So I finally managed to watch this year's Best Picture Winner. So do I rate it like The Godfather (I & II!) or hate it like The Departed (okay I didn't hate The Departed but I don't think it was Best Picture worthy) or REALLY hate it like Shakespeare in Love? Anyway read on with abounding spoilers!
Jamal Malik is a child of the slums - a slumdog to use the vernacular. He is also one question away from winning 20 million rupees on Who Wants to Be A Millionaire. Naturally, people are suspicious - after all, how does someone with minimal education manage to get that far in a general knowledge quiz? As the police question him somewhat forcefully, it turns out he knew most of the answers coincidentally through the various adventures he had in the slums and travelling around India with his brother Salim - because Jamal is fated to win the competition in order to get the girl of his dreams, childhood playmate Latika. I liked this story. For all it is, it's actually a sweet story about fated love but with more violence and less sugar.
The acting and direction in this movie was excellent. The ensemble award it got from the SAG was completely justified and deserving. I particularly liked the casting for Salim - each of those three actors were consistently excellent at showing him as more opportunistic and hardened than the dreamer brother Jamal. If I had a cast complaint it's that after junking a lot of Bollywood lead actors for being too good-looking, Freida Pinto is way too good-looking to be a slumchild! Her teeth are so straight and white! The direction could have made the love story mushier, thumped how poverty, crime, and lots of different things are bad mmkay, but instead of being a morality, it sticks to the love story, which is never a bad thing.
In fact, I'm going to go out on a limb and say something controversial. A lot of people told me that they found this movie absolutely harrowing with the scenes of the slum life, I didn't feel that while I was watching it. Maybe it's because the scenes are filtered through the perspectives of the kids but I didn't feel it was *terrible* - it just happens to be the conditions that they live in. Sure, I thought *I'm never going to India* but I didn't think *Oh. that's terrible!* That's not to say that I think people should live in such conditions but I think people look at it from a comfortable Western perspective and they can't believe such things happen. Well they do. Kids are maimed in order to be *better* beggars, rifling through garbage is a source of income, random violence happens, gangsters and prostitutes are present. My thoughts can be summed up by a line after Jamal and Salim orchestrate for the Merc of some American tourists to be stripped while the other takes them on a *tour* of the slums: 'You wanted to see the real India? This is the real India.' The real question of course is whether or not you think the use of the slum background helped the movie acquire the kudos it has garnered. Think about it - if this movie was set in a white-trash trailer park, it would probably be turned into a comedy, diluting the hard-life anecdotes, and critically treated with derision. But those are just my thoughts.
7.5 - 8/10
1 comment:
Hmm inneresting! I haven't had any desire to go and see this at the cinema but I will prob end up seeing it when it comes out on DVD at some point, I'm intrigued as to why it's getting so many awards! The trailer looked weird to me.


*Work instructions*:
Without the pictures, set down the records below word for word.

*Information provided*:
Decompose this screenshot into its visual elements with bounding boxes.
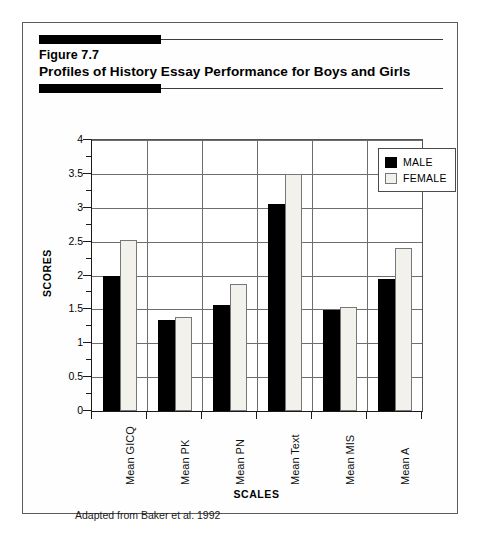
y-axis-major-tick bbox=[83, 173, 91, 174]
x-axis-title: SCALES bbox=[91, 488, 422, 500]
bar bbox=[378, 279, 395, 411]
y-axis-major-tick bbox=[83, 410, 91, 411]
bar bbox=[158, 320, 175, 411]
bar bbox=[323, 310, 340, 411]
y-axis-major-tick bbox=[83, 376, 91, 377]
x-axis-tick bbox=[421, 411, 422, 419]
x-axis-tick-label: Mean PN bbox=[234, 439, 246, 485]
figure-number: Figure 7.7 bbox=[39, 48, 443, 63]
y-axis-major-tick bbox=[83, 241, 91, 242]
y-axis-major-tick bbox=[83, 139, 91, 140]
y-axis-major-tick bbox=[83, 342, 91, 343]
x-axis-tick bbox=[366, 411, 367, 419]
figure-title: Profiles of History Essay Performance fo… bbox=[39, 63, 443, 80]
bar bbox=[285, 174, 302, 411]
figure-header: Figure 7.7 Profiles of History Essay Per… bbox=[39, 35, 443, 93]
figure-title-block: Figure 7.7 Profiles of History Essay Per… bbox=[39, 44, 443, 84]
y-axis-tick-label: 3.5 bbox=[68, 167, 83, 179]
header-black-bar-bottom bbox=[39, 84, 161, 93]
bar-group bbox=[202, 140, 257, 411]
bar bbox=[395, 248, 412, 411]
plot-area: MALE FEMALE bbox=[91, 139, 423, 412]
bar-group bbox=[257, 140, 312, 411]
x-axis-tick-label: Mean PK bbox=[179, 440, 191, 485]
bar bbox=[230, 284, 247, 411]
y-axis-tick-label: 0.5 bbox=[68, 370, 83, 382]
header-rule-bottom bbox=[39, 84, 443, 93]
legend-item: FEMALE bbox=[385, 170, 447, 186]
y-axis-major-tick bbox=[83, 207, 91, 208]
header-thin-rule-bottom bbox=[161, 88, 443, 89]
header-black-bar-top bbox=[39, 35, 161, 44]
x-axis-tick bbox=[91, 411, 92, 419]
y-axis-tick-label: 2.5 bbox=[68, 235, 83, 247]
x-axis-tick-label: Mean MIS bbox=[344, 435, 356, 485]
y-axis-title: SCORES bbox=[41, 249, 53, 297]
x-axis-tick bbox=[201, 411, 202, 419]
legend-item: MALE bbox=[385, 154, 447, 170]
bar bbox=[175, 317, 192, 411]
y-axis-major-tick bbox=[83, 308, 91, 309]
bar bbox=[103, 276, 120, 412]
y-axis-tick-labels: 00.511.522.533.54 bbox=[53, 139, 83, 410]
white-square-swatch-icon bbox=[385, 173, 397, 184]
y-axis-tick-marks bbox=[83, 139, 91, 410]
x-axis-tick-label: Mean Text bbox=[289, 434, 301, 485]
chart-legend: MALE FEMALE bbox=[378, 148, 456, 192]
x-axis-tick-label: Mean A bbox=[399, 448, 411, 485]
bar bbox=[340, 307, 357, 411]
bar bbox=[268, 204, 285, 411]
figure-frame: Figure 7.7 Profiles of History Essay Per… bbox=[22, 22, 458, 514]
y-axis-major-tick bbox=[83, 275, 91, 276]
y-axis-tick-label: 1.5 bbox=[68, 302, 83, 314]
bar-group bbox=[92, 140, 147, 411]
header-thin-rule-top bbox=[161, 39, 443, 40]
black-square-swatch-icon bbox=[385, 157, 397, 168]
x-axis-tick-label: Mean GICQ bbox=[124, 426, 136, 485]
bars-layer bbox=[92, 140, 422, 411]
figure-caption: Adapted from Baker et al. 1992 bbox=[75, 509, 220, 521]
bar-group bbox=[147, 140, 202, 411]
bar-group bbox=[312, 140, 367, 411]
legend-label: MALE bbox=[403, 156, 433, 168]
x-axis-tick bbox=[256, 411, 257, 419]
bar-chart: SCORES 00.511.522.533.54 MALE FEMALE Mea… bbox=[39, 111, 443, 503]
x-axis-tick bbox=[311, 411, 312, 419]
x-axis-tick-labels: Mean GICQMean PKMean PNMean TextMean MIS… bbox=[91, 419, 422, 489]
legend-label: FEMALE bbox=[403, 172, 447, 184]
x-axis-tick-marks bbox=[91, 411, 422, 419]
bar bbox=[213, 305, 230, 411]
bar bbox=[120, 240, 137, 411]
x-axis-tick bbox=[146, 411, 147, 419]
header-rule-top bbox=[39, 35, 443, 44]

*Response for this exercise*:
Decompose this screenshot into its visual elements with bounding boxes.
y-axis-major-tick bbox=[83, 173, 91, 174]
x-axis-title: SCALES bbox=[91, 488, 422, 500]
bar bbox=[378, 279, 395, 411]
y-axis-major-tick bbox=[83, 410, 91, 411]
bar bbox=[158, 320, 175, 411]
bar bbox=[323, 310, 340, 411]
y-axis-major-tick bbox=[83, 376, 91, 377]
x-axis-tick bbox=[421, 411, 422, 419]
x-axis-tick-label: Mean PN bbox=[234, 439, 246, 485]
figure-number: Figure 7.7 bbox=[39, 48, 443, 63]
y-axis-major-tick bbox=[83, 241, 91, 242]
y-axis-major-tick bbox=[83, 139, 91, 140]
y-axis-major-tick bbox=[83, 342, 91, 343]
x-axis-tick bbox=[366, 411, 367, 419]
figure-title: Profiles of History Essay Performance fo… bbox=[39, 63, 443, 80]
bar bbox=[285, 174, 302, 411]
figure-header: Figure 7.7 Profiles of History Essay Per… bbox=[39, 35, 443, 93]
figure-title-block: Figure 7.7 Profiles of History Essay Per… bbox=[39, 44, 443, 84]
y-axis-tick-label: 3.5 bbox=[68, 167, 83, 179]
header-black-bar-bottom bbox=[39, 84, 161, 93]
bar-group bbox=[202, 140, 257, 411]
bar bbox=[395, 248, 412, 411]
plot-area: MALE FEMALE bbox=[91, 139, 423, 412]
bar-group bbox=[257, 140, 312, 411]
x-axis-tick-label: Mean PK bbox=[179, 440, 191, 485]
bar bbox=[230, 284, 247, 411]
y-axis-tick-label: 0.5 bbox=[68, 370, 83, 382]
header-rule-bottom bbox=[39, 84, 443, 93]
legend-item: FEMALE bbox=[385, 170, 447, 186]
y-axis-major-tick bbox=[83, 207, 91, 208]
header-thin-rule-bottom bbox=[161, 88, 443, 89]
header-black-bar-top bbox=[39, 35, 161, 44]
x-axis-tick bbox=[91, 411, 92, 419]
y-axis-tick-label: 2.5 bbox=[68, 235, 83, 247]
x-axis-tick-label: Mean MIS bbox=[344, 435, 356, 485]
y-axis-title: SCORES bbox=[41, 249, 53, 297]
x-axis-tick bbox=[201, 411, 202, 419]
legend-item: MALE bbox=[385, 154, 447, 170]
bar bbox=[175, 317, 192, 411]
y-axis-major-tick bbox=[83, 308, 91, 309]
bar bbox=[103, 276, 120, 412]
y-axis-tick-labels: 00.511.522.533.54 bbox=[53, 139, 83, 410]
white-square-swatch-icon bbox=[385, 173, 397, 184]
y-axis-tick-marks bbox=[83, 139, 91, 410]
x-axis-tick-label: Mean Text bbox=[289, 434, 301, 485]
chart-legend: MALE FEMALE bbox=[378, 148, 456, 192]
x-axis-tick-label: Mean A bbox=[399, 448, 411, 485]
bar bbox=[340, 307, 357, 411]
bar bbox=[268, 204, 285, 411]
figure-frame: Figure 7.7 Profiles of History Essay Per… bbox=[22, 22, 458, 514]
y-axis-major-tick bbox=[83, 275, 91, 276]
y-axis-tick-label: 1.5 bbox=[68, 302, 83, 314]
bar-group bbox=[92, 140, 147, 411]
header-thin-rule-top bbox=[161, 39, 443, 40]
black-square-swatch-icon bbox=[385, 157, 397, 168]
x-axis-tick-label: Mean GICQ bbox=[124, 426, 136, 485]
bars-layer bbox=[92, 140, 422, 411]
figure-caption: Adapted from Baker et al. 1992 bbox=[75, 509, 220, 521]
bar-group bbox=[147, 140, 202, 411]
bar-group bbox=[312, 140, 367, 411]
legend-label: MALE bbox=[403, 156, 433, 168]
x-axis-tick bbox=[256, 411, 257, 419]
bar-chart: SCORES 00.511.522.533.54 MALE FEMALE Mea… bbox=[39, 111, 443, 503]
x-axis-tick bbox=[311, 411, 312, 419]
x-axis-tick-labels: Mean GICQMean PKMean PNMean TextMean MIS… bbox=[91, 419, 422, 489]
legend-label: FEMALE bbox=[403, 172, 447, 184]
x-axis-tick-marks bbox=[91, 411, 422, 419]
bar bbox=[213, 305, 230, 411]
bar bbox=[120, 240, 137, 411]
x-axis-tick bbox=[146, 411, 147, 419]
header-rule-top bbox=[39, 35, 443, 44]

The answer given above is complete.